I think there's a good argument to be made that the sooner we make this tech boring, the better. I want this stuff to be off-the-shelf, got-it-by-default now. When it's fully proliferated and cheap with loads of Stack Overflow-like answers and tutorials for it (like phone accelerometers and motion capture software), the sooner we'll really start developing and digging into the cool stuff. And get the crufty stuff out of the way.
But I fundamentally disaggree that it's less interesting. I'm going to assume you're just jaded by the awesome we're constantly surrounded by instead of just taking the easy, boring interpretation. Even 2D animation is advancing where you wouldn't expect (I found the technical work giving the artists better control on The Paperman surprising [0]). New rendering philosophies, networking algorithms, AI/bots, social integration, all of this leads to a refinement that's well worth the effort.
It took a long, long time to get from oscilloscopes [1] to the Occulus, and hopefully in a couple generations we'll have even cooler stuff. Expect to see demos and then have to wait a while for the hard, brutal engineering work to make it actually usable [2].
For the Occulus, the real win is getting the feedback loop between a just-good-enough-monitor and the accelerometer down to few enough milliseconds the brain can kinda fall for it. Like a cartoon, but for motion feedback. Expect other companies to say "I can do better" and let the races begin. The Occulus is a big deal, and better stuff is just a little bit away.
But I fundamentally disaggree that it's less interesting. I'm going to assume you're just jaded by the awesome we're constantly surrounded by instead of just taking the easy, boring interpretation. Even 2D animation is advancing where you wouldn't expect (I found the technical work giving the artists better control on The Paperman surprising [0]). New rendering philosophies, networking algorithms, AI/bots, social integration, all of this leads to a refinement that's well worth the effort.
It took a long, long time to get from oscilloscopes [1] to the Occulus, and hopefully in a couple generations we'll have even cooler stuff. Expect to see demos and then have to wait a while for the hard, brutal engineering work to make it actually usable [2].
For the Occulus, the real win is getting the feedback loop between a just-good-enough-monitor and the accelerometer down to few enough milliseconds the brain can kinda fall for it. Like a cartoon, but for motion feedback. Expect other companies to say "I can do better" and let the races begin. The Occulus is a big deal, and better stuff is just a little bit away.
Don't be jaded! Real cool stuff is in the pipe!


=== Exercise ===
With pictures left out, retype exactly the lines from the one containing "Object detection: find man." through the final line of the entries.

════════

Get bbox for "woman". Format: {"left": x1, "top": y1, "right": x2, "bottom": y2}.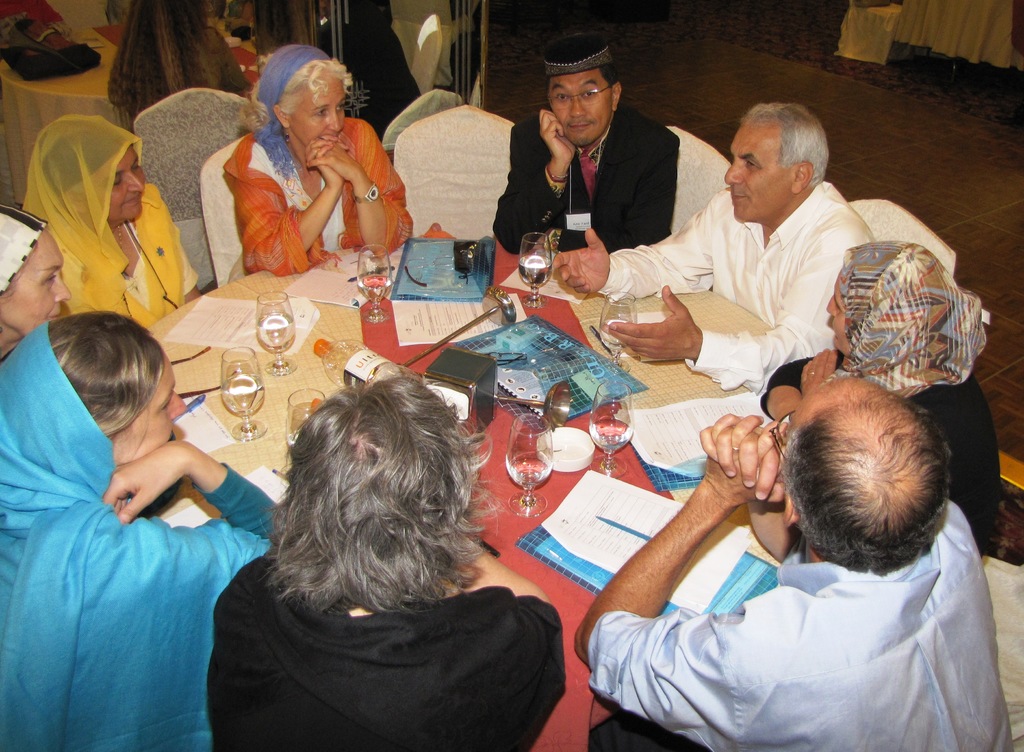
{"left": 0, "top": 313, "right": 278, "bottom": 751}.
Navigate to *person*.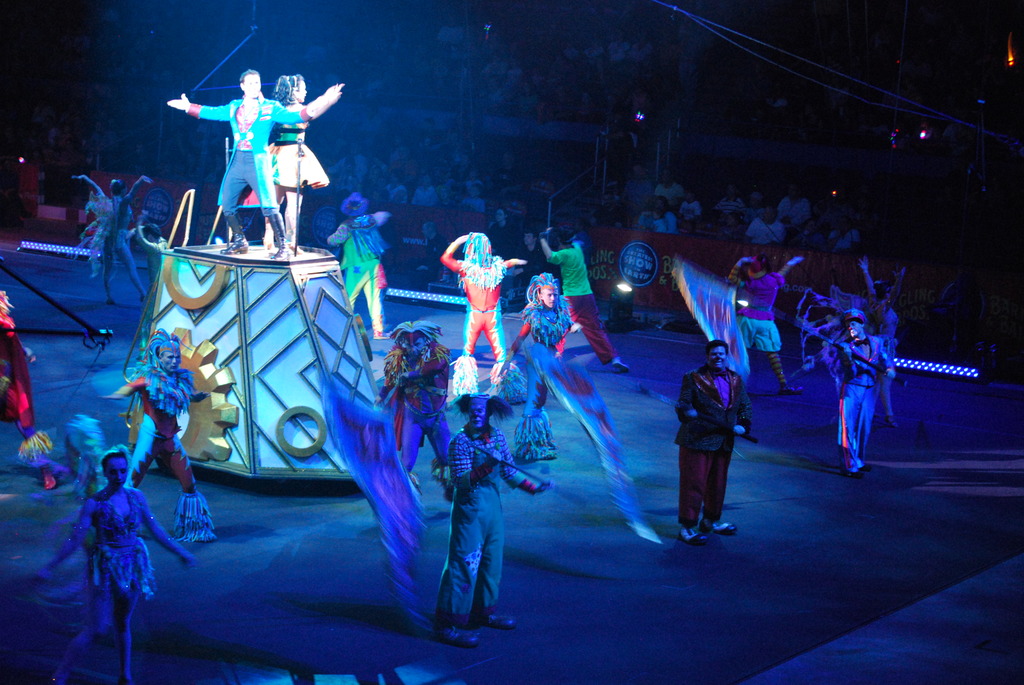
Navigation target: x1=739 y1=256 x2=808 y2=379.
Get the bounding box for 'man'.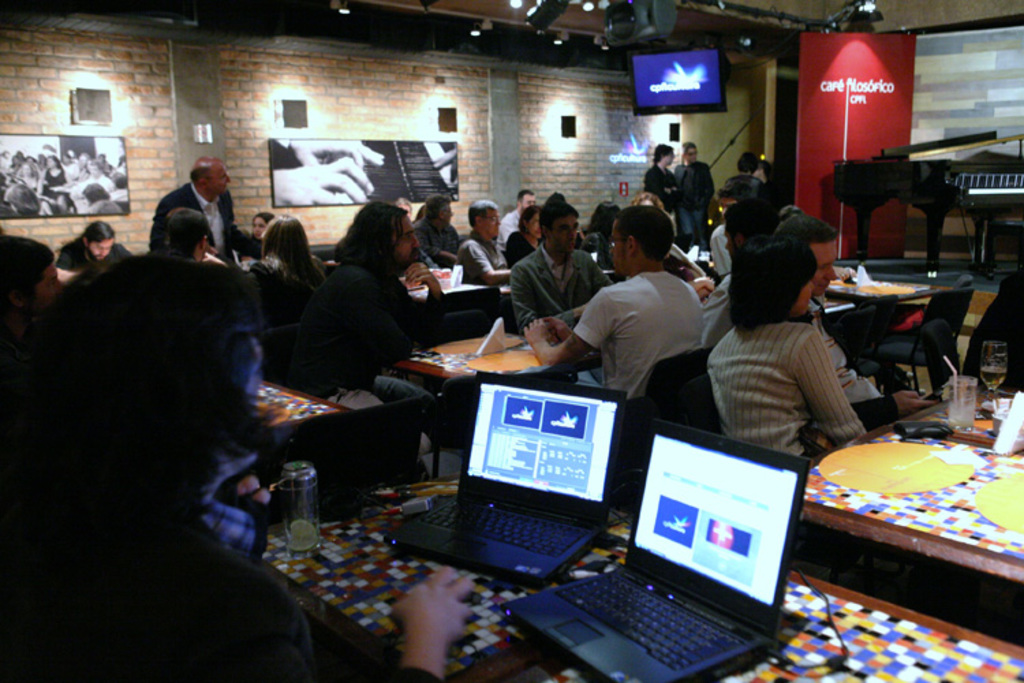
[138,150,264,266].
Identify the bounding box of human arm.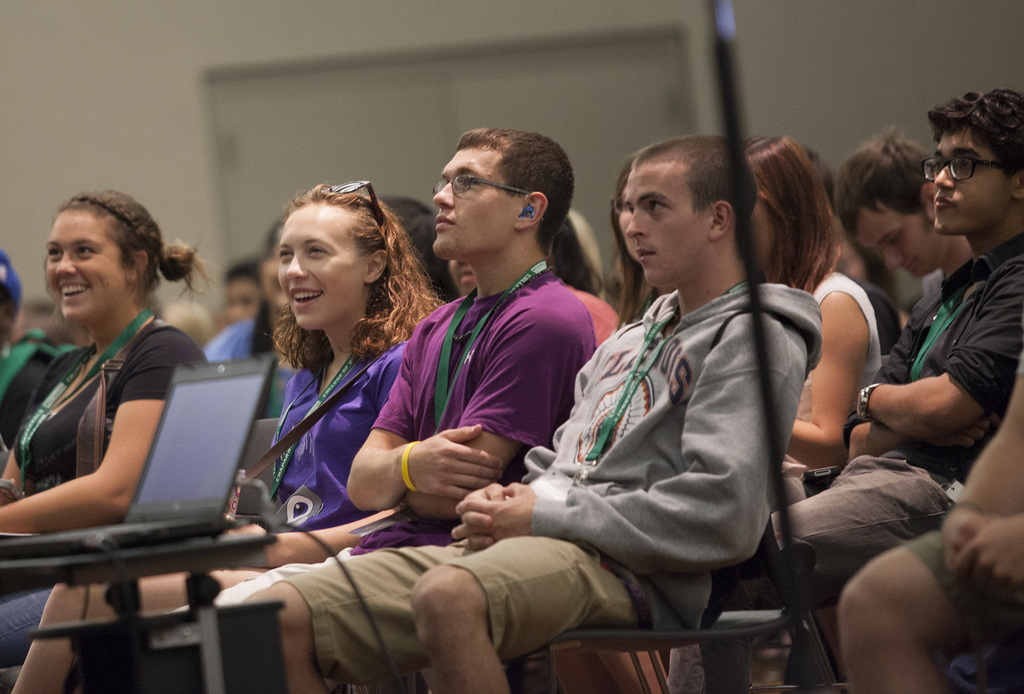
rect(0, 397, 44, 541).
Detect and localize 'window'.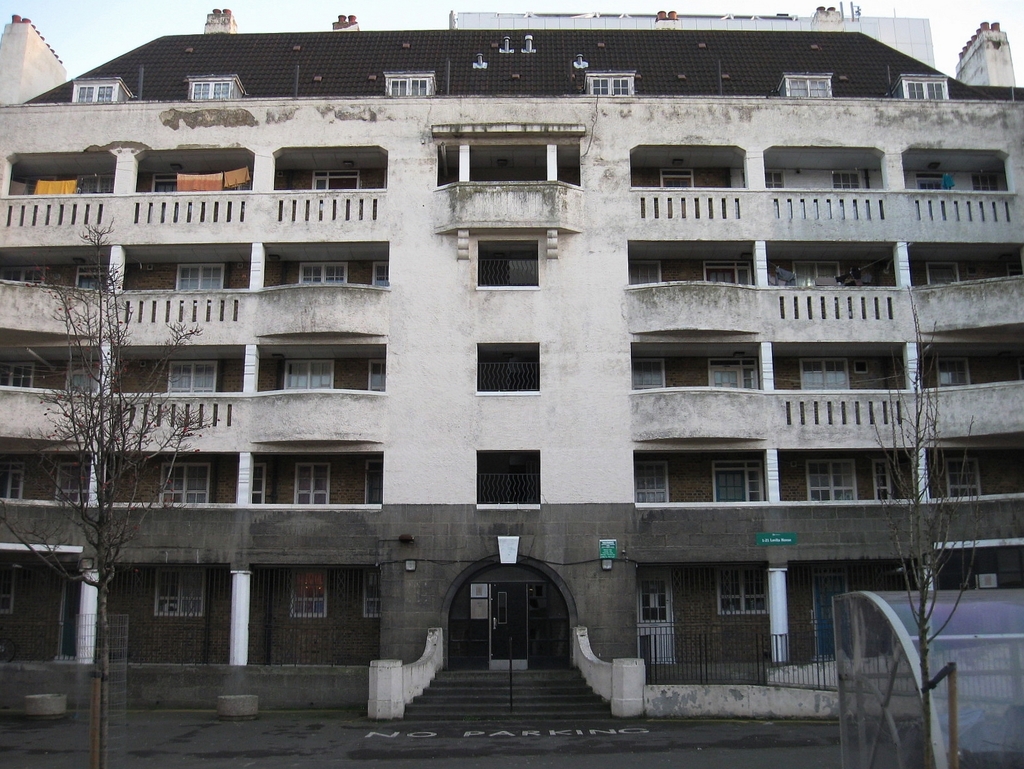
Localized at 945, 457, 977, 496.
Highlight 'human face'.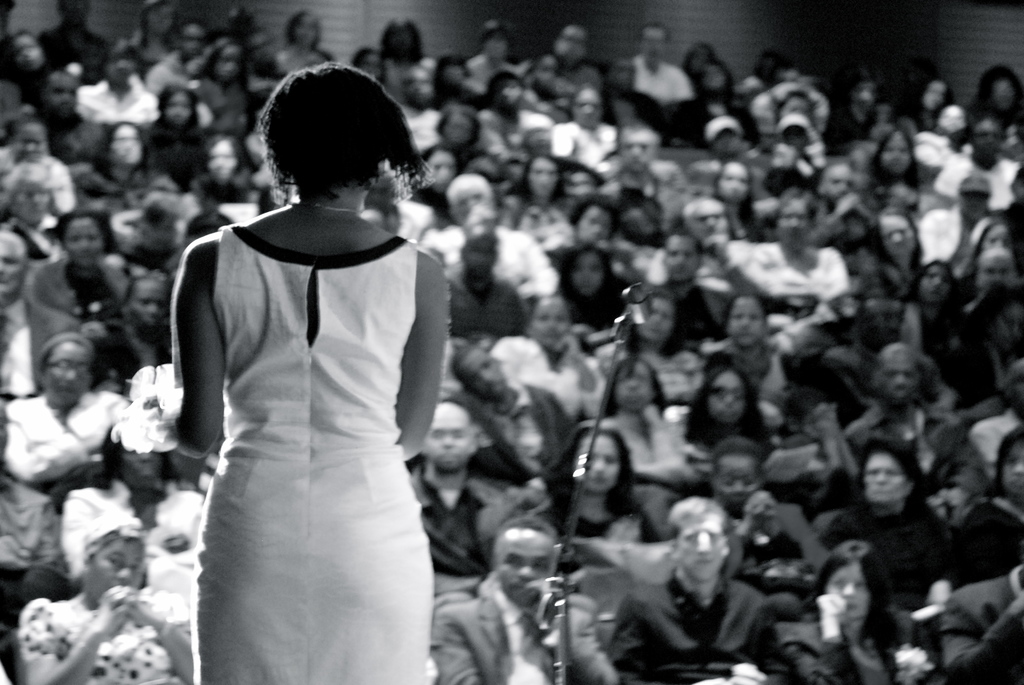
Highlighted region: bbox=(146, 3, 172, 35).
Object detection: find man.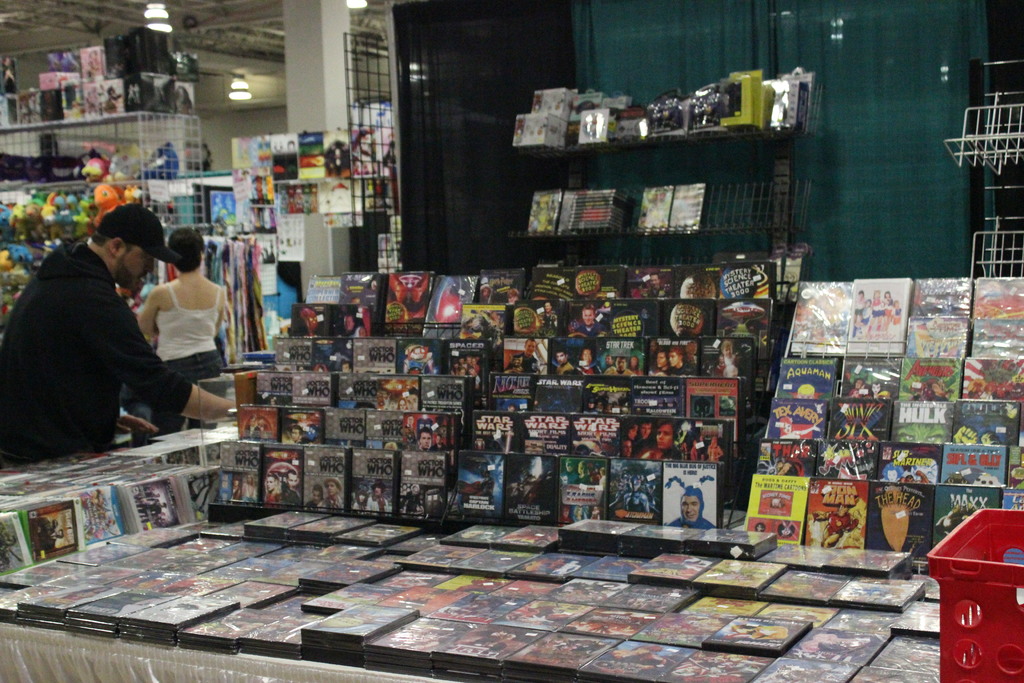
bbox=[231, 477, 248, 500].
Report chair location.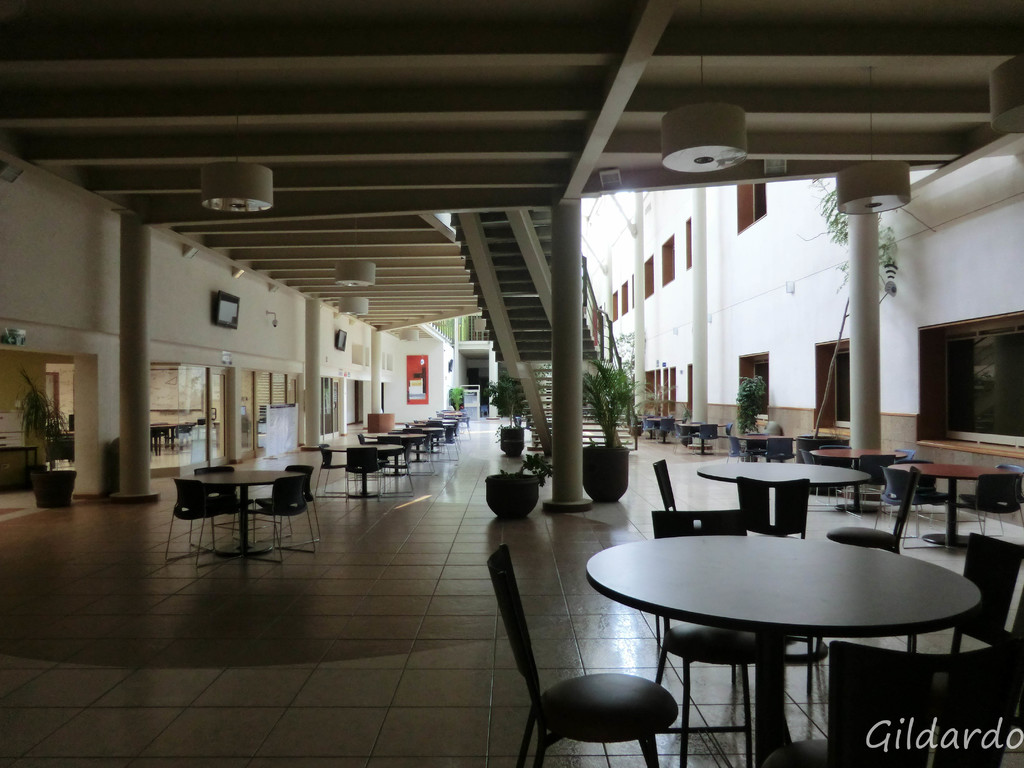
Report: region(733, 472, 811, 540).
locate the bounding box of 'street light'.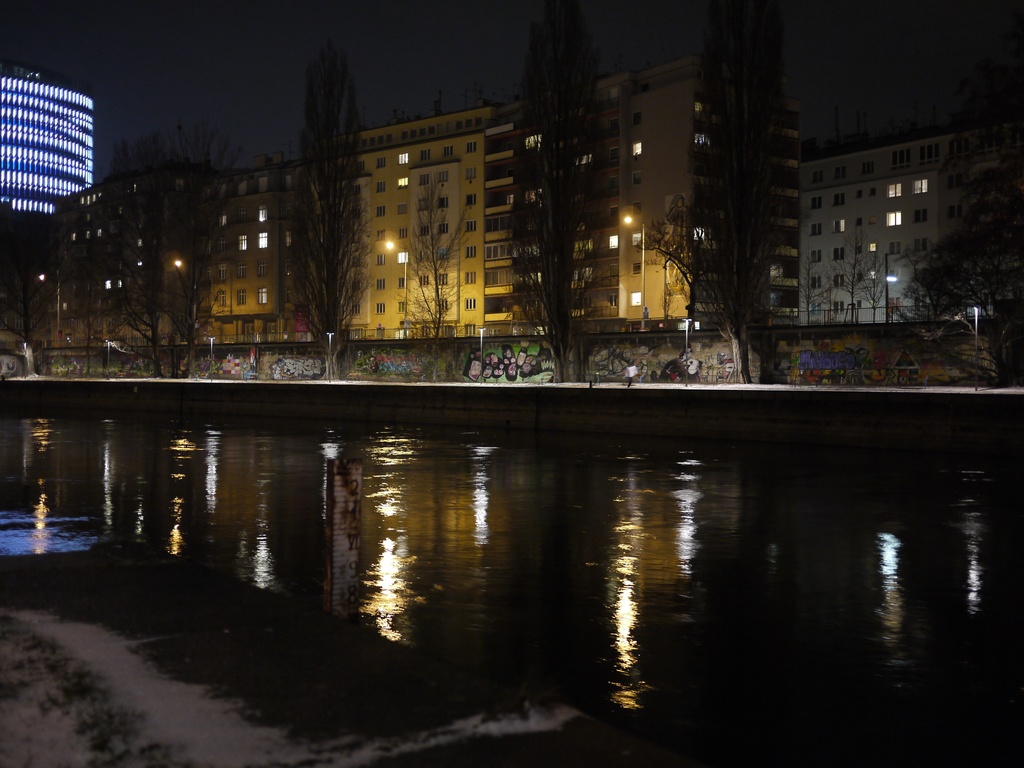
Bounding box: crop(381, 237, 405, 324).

════════

=== Exercise answer ===
Object detection: find man.
bbox=[231, 477, 248, 500].
Report chair location.
Report: region(733, 472, 811, 540).
locate the bounding box of 'street light'.
Bounding box: crop(381, 237, 405, 324).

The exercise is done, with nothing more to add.